A Quote by Stephanie Beatriz

People's sexuality is often defined by who we're partnered with at any given moment, which can be a frustrating limitation for me. I've had countless tiny 'coming out' moments in my life, often simply to explain to someone else that they have misjudged my sexuality based on who they saw me dating.
It was Buckley, as my father and sister joined the group and listened to Grandma Lynn’s countless toasts, who saw me. He saw me standing under the rustic colonial clock and stared. He was drinking champagne. There were strings coming out from all around me, reaching out, waving in the air. Someone passed him a brownie. He held it in his hand but did not eat. He saw my shape and face, which had not changed-the hair still parted down the middle, the chest still flat and hips undeveloped-and wanted to call out my name. It was only a moment, and then I was gone.

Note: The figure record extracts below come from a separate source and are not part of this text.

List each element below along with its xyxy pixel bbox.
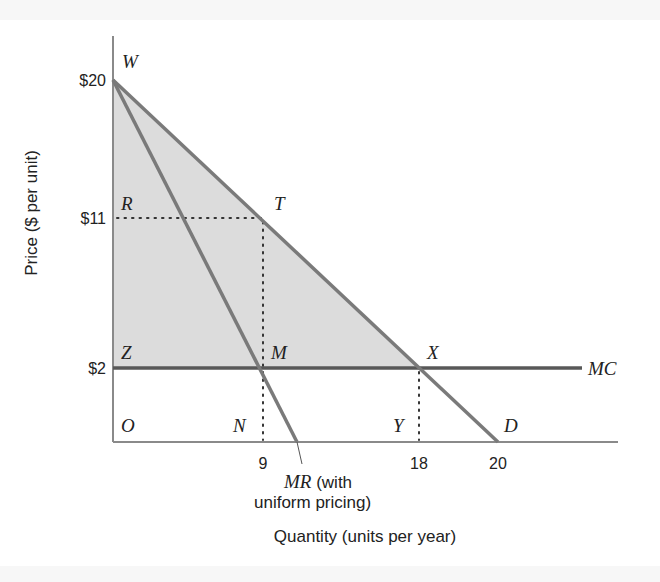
y-axis-title: Price ($ per unit) — [22, 150, 41, 276]
y-tick-2: $2 — [88, 360, 106, 377]
label-d: D — [503, 415, 518, 436]
label-z: Z — [121, 342, 132, 363]
x-tick-18: 18 — [410, 455, 428, 472]
chart: $20 $11 $2 9 18 20 W R T Z M X O N Y D M… — [0, 0, 660, 582]
mr-leader-line — [297, 442, 302, 464]
y-tick-20: $20 — [79, 72, 106, 89]
x-tick-20: 20 — [489, 455, 507, 472]
mr-label: MR — [283, 471, 312, 492]
label-w: W — [122, 51, 140, 72]
x-tick-9: 9 — [259, 455, 268, 472]
mr-annotation: MR (with — [283, 471, 352, 492]
label-r: R — [120, 193, 133, 214]
label-x: X — [426, 342, 440, 363]
mr-with-label: (with — [311, 473, 352, 492]
label-t: T — [274, 193, 286, 214]
label-n: N — [232, 415, 247, 436]
x-axis-title: Quantity (units per year) — [274, 527, 456, 546]
label-o: O — [121, 415, 135, 436]
label-m: M — [270, 342, 288, 363]
label-y: Y — [393, 415, 406, 436]
mr-uniform-label: uniform pricing) — [254, 493, 371, 512]
y-tick-11: $11 — [80, 210, 106, 227]
label-mc: MC — [587, 358, 617, 379]
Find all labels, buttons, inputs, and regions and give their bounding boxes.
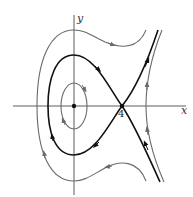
x-axis-label: x (181, 104, 188, 117)
separatrix-loop (48, 55, 122, 155)
outer-orbit-left (37, 30, 146, 181)
y-axis-label: y (76, 12, 84, 25)
center-point (72, 104, 76, 108)
saddle-label: 4 (118, 108, 124, 119)
separatrix-incoming (122, 106, 160, 182)
separatrix-outgoing (122, 30, 158, 106)
phase-portrait: x y 4 (0, 0, 193, 197)
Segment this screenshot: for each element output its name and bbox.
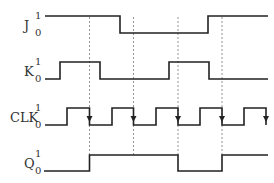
level-high-label-q: 1 [35, 148, 41, 159]
level-low-label-clk: 0 [35, 119, 41, 130]
level-high-label-j: 1 [35, 10, 41, 21]
falling-edge-arrow-icon [263, 116, 269, 122]
falling-edge-arrow-icon [87, 116, 93, 122]
level-low-label-j: 0 [35, 27, 41, 38]
level-low-label-q: 0 [35, 165, 41, 176]
falling-edge-arrow-icon [175, 116, 181, 122]
signal-k: K 1 0 [24, 56, 268, 84]
waveform-clk [45, 108, 266, 125]
signal-label-j: J [22, 18, 29, 33]
signal-label-k: K [24, 64, 34, 79]
falling-edge-arrows [87, 116, 270, 122]
level-high-label-k: 1 [35, 56, 41, 67]
waveform-j [45, 16, 268, 33]
signal-clk: CLK 1 0 [10, 102, 269, 130]
signal-q: Q 1 0 [24, 148, 268, 176]
signal-j: J 1 0 [22, 10, 268, 38]
timing-diagram: J 1 0 K 1 0 CLK 1 0 Q 1 0 [0, 0, 274, 183]
signal-label-q: Q [24, 156, 35, 171]
clock-edge-markers [90, 17, 223, 155]
waveform-q [44, 155, 268, 171]
level-high-label-clk: 1 [35, 102, 41, 113]
level-low-label-k: 0 [35, 73, 41, 84]
waveform-k [45, 62, 268, 79]
falling-edge-arrow-icon [219, 116, 225, 122]
falling-edge-arrow-icon [131, 116, 137, 122]
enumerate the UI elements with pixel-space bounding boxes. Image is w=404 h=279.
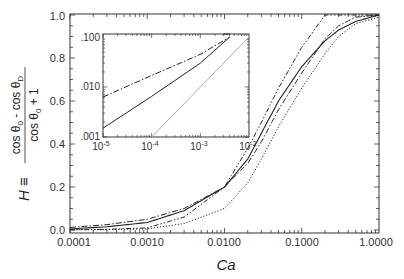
inset-x-tick-labels: 10-5 10-4 10-3 10-2 xyxy=(92,140,256,152)
y-tick-5: 1.0 xyxy=(50,10,65,22)
inset-y-tick-2: .100 xyxy=(81,32,101,43)
inset-plot-frame xyxy=(103,34,249,137)
x-tick-0: 0.0001 xyxy=(57,236,91,248)
x-tick-labels: 0.0001 0.0010 0.0100 0.1000 1.0000 xyxy=(57,236,393,248)
y-axis-H: H ≡ xyxy=(15,177,32,201)
inset-y-tick-labels: .001 .010 .100 xyxy=(81,32,101,142)
y-tick-0: 0.0 xyxy=(50,224,65,236)
inset-x-tick-0: 10-5 xyxy=(92,140,109,152)
y-tick-2: 0.4 xyxy=(50,138,65,150)
inset-x-tick-2: 10-3 xyxy=(190,140,207,152)
x-axis-title: Ca xyxy=(216,256,235,273)
x-tick-3: 0.1000 xyxy=(285,236,319,248)
y-tick-3: 0.6 xyxy=(50,95,65,107)
y-tick-labels: 0.0 0.2 0.4 0.6 0.8 1.0 xyxy=(50,10,65,236)
y-tick-4: 0.8 xyxy=(50,52,65,64)
y-axis-numerator: cos θ0 - cos θD xyxy=(9,76,25,155)
inset-x-tick-1: 10-4 xyxy=(141,140,158,152)
inset-x-tick-3: 10-2 xyxy=(239,140,256,152)
x-tick-4: 1.0000 xyxy=(359,236,393,248)
y-tick-1: 0.2 xyxy=(50,181,65,193)
x-tick-1: 0.0010 xyxy=(130,236,164,248)
y-axis-title: H ≡ cos θ0 - cos θD cos θ0 + 1 xyxy=(9,67,43,201)
inset-y-tick-1: .010 xyxy=(81,81,101,92)
chart-figure: 0.0 0.2 0.4 0.6 0.8 1.0 0.0001 0.0010 0.… xyxy=(0,0,404,279)
x-tick-2: 0.0100 xyxy=(207,236,241,248)
y-axis-denominator: cos θ0 + 1 xyxy=(27,88,43,142)
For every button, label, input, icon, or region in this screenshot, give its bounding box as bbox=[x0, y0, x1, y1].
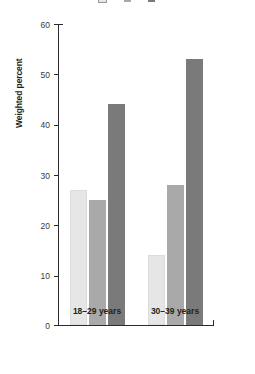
y-tick-10: 10 bbox=[54, 276, 58, 277]
y-tick-label-50: 50 bbox=[41, 70, 50, 80]
y-tick-30: 30 bbox=[54, 175, 58, 176]
y-tick-50: 50 bbox=[54, 74, 58, 75]
legend-item-2 bbox=[124, 0, 134, 2]
bar bbox=[108, 104, 125, 325]
bar-chart: Weighted percent 60 50 40 30 20 10 0 18–… bbox=[0, 0, 255, 374]
bars-layer bbox=[59, 24, 214, 325]
chart-legend bbox=[0, 0, 255, 3]
y-axis-title: Weighted percent bbox=[14, 18, 24, 128]
legend-item-1 bbox=[98, 0, 110, 3]
y-tick-label-60: 60 bbox=[41, 20, 50, 30]
y-tick-40: 40 bbox=[54, 125, 58, 126]
bar-group bbox=[137, 24, 215, 325]
y-tick-0: 0 bbox=[54, 325, 58, 326]
legend-swatch-1 bbox=[98, 0, 107, 3]
legend-swatch-3 bbox=[148, 0, 155, 2]
y-tick-label-0: 0 bbox=[45, 321, 50, 331]
y-tick-60: 60 bbox=[54, 24, 58, 25]
x-category-label-2: 30–39 years bbox=[136, 306, 214, 316]
y-tick-label-20: 20 bbox=[41, 221, 50, 231]
bar-group bbox=[59, 24, 137, 325]
y-tick-label-40: 40 bbox=[41, 120, 50, 130]
y-tick-label-30: 30 bbox=[41, 171, 50, 181]
bar bbox=[167, 185, 184, 325]
y-tick-20: 20 bbox=[54, 225, 58, 226]
bar bbox=[186, 59, 203, 325]
x-category-label-1: 18–29 years bbox=[58, 306, 136, 316]
legend-item-3 bbox=[148, 0, 158, 2]
legend-swatch-2 bbox=[124, 0, 131, 2]
bar bbox=[70, 190, 87, 325]
y-tick-label-10: 10 bbox=[41, 271, 50, 281]
plot-area: 60 50 40 30 20 10 0 bbox=[58, 24, 214, 326]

It still strikes me as strange that anyone could have any moral objection to someone else's sexuality. It's like telling someone else how to clean their house.
I think one's sexuality can be the center of life, and coming out and discovering your sexuality is something that really can define your existence.
I don't think sexuality defines a person. It's one small part of who you are, in my view. You are many things, and I never felt that people were defined by their sexuality solely.
The only gay people who remain in the closet are those who choose to, who don't want to publicly declare their sexuality, which is true of heterosexual people as well. I don't walk around with a button or a T-shirt that says "I am a heterosexual." I don't think sexuality defines a person. It's one small part of who you are, in my view. You are many things, and I never felt that people were defined by their sexuality solely. Although God knows, as a minority, gay people have taken serious lumps for their sexual preferences. As has every minority.
Existence permeates sexuality and vice versa, so that it is impossible to determine, in a given decision or action, the proportion of sexual to other motivations, impossible to label a decision or act ‘sexual’ or ‘non-sexual’ . There is no outstripping of sexuality any more than there is sexuality enclosed within itself. No one is saved and no one is totally lost.
At the [teenage] time, I did have an inkling of my sexuality. And I had an inkling that I was different from other people in ways beyond my sexuality. But I didn't get into music because I thought, Oh, these people will understand me.
The visual can seduce you, leading to false deductions, and ultimately, even the finest ideas can be reduced. Take for example, sexuality. If it is reduced down to the moment and to pleasure, things like that, that's not what sexuality is all about. Sexuality was to be in tandem with the sacred, not amputated from it.
To the non-initiate, whose experience of sexuality and bodily pleasure may be distorted by negative cultural conditioning, the introduction of sexuality into a sacred context is often mistakenly misconstrued as the ordinary pursuit of sex for recreation.
So often in my life I've been with people and shared beautiful moments like travelling or staying up all night and watching the sunrise, and I knew it was a special moment, but something was always wrong. I wished I'd been with someone else. I knew that what I was feeling - exactly what was so important to me - they didn't understand.
I guess there have been a few questions about my sexuality, and I’d like to keep quiet any unnecessary rumors about sexuality. While I prefer to keep my personal life private, I hope the fact that I’m gay isn’t the most interesting part of me.
I've never had a highly developed sense of being female. The sexuality has either been stopped, or else it's been an exaggerated P J Harvey kind of sexuality.
'If Our Love Is Wrong' is, quite simply, my coming out song, as I was trying to wrap my head around my sexuality and was starting to learn about songwriting, and that my honesty and my authenticity came from my personal experiences and writing about stuff that genuinely bugged me or upset me.
I want a future where women and girls get to be the subject of their own sexuality, not the object of somebody else’s. That we are the main characters in our own play, not props in somebody else’s—which is how women’s sexuality is treated now. Whatever the outside attitudes about sexuality it’s always about somebody’s agenda for us, and I want a world where we can have our own.
I really believed that the priests were acquainted with my thoughts; and often stood in great awe of them. They often told me they had power to strike me dead at any moment.
I didn't come out and pay a really painful price often, to be LGBT, to not claim my sexuality at the same time. It's not all right with me to not talk about it so I don't make anybody nervous.